Investors tend to get swayed by smoking-hot tech stocks. But what about smoking-hot smoking stocks?
Bloomberg reported that among the biggest names in the Standard and Poor’s Index, which sports a broad swath of industries, tech may be the marquee group behind the first-quarter 5.6 percent gain. But the performance of the S&P as a whole is not carried just on the shoulders of companies such as Amazon. An old-guard name, about as old-guard as it gets, has been right up there with the household names that dabble in bits and bytes.
They don’t call it “Big Tobacco” for nothing. Philip Morris International notched a 3.3 percent gain for the quarter, placing the firm as number four in the index as measured by market cap, behind Apple, Amazon and Facebook.
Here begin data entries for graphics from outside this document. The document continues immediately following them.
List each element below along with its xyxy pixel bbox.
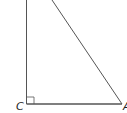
hypotenuse xyxy=(52,0,122,104)
vertex-label-c: C xyxy=(16,100,24,113)
right-angle-marker xyxy=(27,97,35,104)
vertex-label-a: A xyxy=(122,100,127,113)
triangle-diagram: C A xyxy=(0,0,127,113)
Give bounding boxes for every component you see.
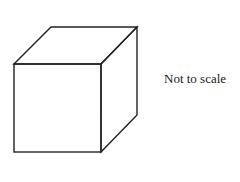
cube-front-face <box>14 64 101 152</box>
scale-caption: Not to scale <box>164 71 226 87</box>
cube-figure: Not to scale <box>0 0 240 182</box>
cube-drawing <box>0 0 240 182</box>
cube-right-face <box>101 27 137 152</box>
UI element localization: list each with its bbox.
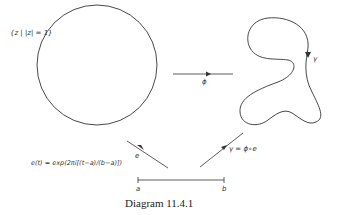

The stock recently fetched $112 and held a market cap of $175 billion. That comes on the heels of 23 percent gains last year.
Among the reasons that PM (that’s the ticker) has gained ground this year: The cigarette maker may be increasingly viewed as having tech-focused plans, as Bloomberg reported, predicated on a smokeless roadmap, tied to what is known as heated tobacco. Investors may also be cheered by dividends, a relatively low effective tax rate (which, of course, helps profits) and international presence that helps insulate the firm against the shocks that might come with any single economy.
As for the movement beyond burning tobacco leaves and inhaling them, the company has been spending billions of dollars on IQOS, which is a smokeless cigarette and has been termed “heat not burn.” Pending the status of applications that are in place with the Food and Drug Administration, IQOS could be on U.S. shelves within the next year, said the newswire.
The name is popular, too, as more than 30 percent of mutual funds (as measured by Bank of America) hold the stock, but even then PM shares have room for uptake, as they are not among the top five names within consumer staples held by the mutual fund industry at large, Bank of America estimated. As for the potential buying activity for the future, Savita Subramanian, who serves as chief U.S. equity strategist at Bank of America, said in a report issued last week that “managers increased their exposure in tech again this month, bringing its relative weight to the second-highest level in our data history. In contrast, staples and utilities are currently at record underweights.”